Once upon a time, the znode was born deep inside of zget() by call to
zalloc(). At the return from zget() znode had:
. reference counter (x_count) of 1
. assigned block number, marked as used in bitmap
. pointer to parent znode. Root znode parent pointer points
to its father: "fake" znode. This, in turn, has NULL parent pointer.
. hash table linkage
. no data loaded from disk
. no node plugin
. no sibling linkage
2. His childhood
Each node is either brought into memory as a result of tree traversal, or
created afresh, creation of the root being a special case of the latter. In
either case it's inserted into sibling list. This will typically require
some ancillary tree traversing, but ultimately both sibling pointers will
exist and JNODE_LEFT_CONNECTED and JNODE_RIGHT_CONNECTED will be true in
zjnode.state.
While he launches into the intricacies of database science, I'm thinking, "Where is the front passenger seat of your car?" He has never explained this. It seems a fundamental hole in his defense. But he won't stop talking. When I try to interrupt, he insists I let him finish. It's as if the file system holds all the answers.
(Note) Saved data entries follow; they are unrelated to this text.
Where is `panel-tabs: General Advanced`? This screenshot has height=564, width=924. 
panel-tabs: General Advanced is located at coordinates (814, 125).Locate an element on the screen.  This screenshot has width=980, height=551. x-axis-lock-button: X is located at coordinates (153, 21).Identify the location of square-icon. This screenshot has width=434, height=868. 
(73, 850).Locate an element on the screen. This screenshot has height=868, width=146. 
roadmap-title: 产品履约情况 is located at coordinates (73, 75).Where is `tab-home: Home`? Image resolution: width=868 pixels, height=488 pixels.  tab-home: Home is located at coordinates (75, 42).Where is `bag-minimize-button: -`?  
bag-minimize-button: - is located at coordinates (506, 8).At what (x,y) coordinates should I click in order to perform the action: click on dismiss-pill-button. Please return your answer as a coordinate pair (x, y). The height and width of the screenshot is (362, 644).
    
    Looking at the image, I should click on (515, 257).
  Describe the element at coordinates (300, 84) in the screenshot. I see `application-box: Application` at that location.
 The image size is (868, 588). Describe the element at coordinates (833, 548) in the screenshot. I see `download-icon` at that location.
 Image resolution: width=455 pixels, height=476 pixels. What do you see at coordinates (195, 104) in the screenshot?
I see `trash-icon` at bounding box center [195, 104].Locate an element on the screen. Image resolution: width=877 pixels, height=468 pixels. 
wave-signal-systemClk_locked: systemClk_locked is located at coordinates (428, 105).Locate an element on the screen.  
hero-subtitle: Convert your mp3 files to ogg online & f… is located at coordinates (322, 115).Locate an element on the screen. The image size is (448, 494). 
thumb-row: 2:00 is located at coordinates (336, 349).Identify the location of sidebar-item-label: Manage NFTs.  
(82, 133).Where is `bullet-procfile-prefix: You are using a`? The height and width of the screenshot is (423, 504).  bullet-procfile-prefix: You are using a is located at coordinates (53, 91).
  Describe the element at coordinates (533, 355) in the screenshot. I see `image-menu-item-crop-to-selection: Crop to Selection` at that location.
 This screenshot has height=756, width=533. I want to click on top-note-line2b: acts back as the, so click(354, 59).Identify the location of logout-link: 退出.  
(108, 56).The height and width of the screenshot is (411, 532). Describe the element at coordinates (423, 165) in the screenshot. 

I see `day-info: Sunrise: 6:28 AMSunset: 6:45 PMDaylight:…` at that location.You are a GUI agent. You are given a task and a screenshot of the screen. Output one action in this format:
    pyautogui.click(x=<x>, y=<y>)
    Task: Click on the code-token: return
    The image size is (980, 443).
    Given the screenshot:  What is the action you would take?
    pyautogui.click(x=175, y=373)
So I take the hint, and that night, in my office, I start scouring the 80,496 lines of the Reiser4 source code. Eventually I stumble across a passage that starts at line 78,077. It's not part of the program itself it's an annotation, a piece of non-executable text in plain English. It's there for the benefit of someone who has chosen to read this far into the code. The passage explains how memory structures are born, grow, and eventually die. It concludes: "Death is a complex process."
So I guess this is a confession now? I'm sorry but that's just deceiving and wrong. He calls a patch against the kernel tree a "program" and all the pluses he didn't remove before the code reaffirm this suspicion that he doesn't even know what proper code looks like. He makes it sound as if this comment describing how a specific file structure of the file system works as some sort of "secret confession" hidden there for the unscrupulous researcher. Joshua Davis, please turn in your geek badge!
With someone that calls himself a geek to come with such a preposterous conclusion leaves me little room for hope that any sort of truth of this case from either side will come out or that any real justice will be done. It speaks volumes of the "blindness of justice" and how our prisons end up being jammed with people placed on death row with DNA evidence later exonerating them and having no recourse to repair their life or credibility. So truly, Death really is a Complex Process.
Here is the actual passage he was talking about:
"You're everywhere. You're omnivorous."
The kids are currently known to be in Russia, and the Russian mom is conveniently nowhere to be found.
I'm
They don't grade fathers, but if your daughter's a stripper, you fucked up. --Chris Rock
Don't take this one for granted, I haven't practiced enough of this psychic stuff to be sure about this.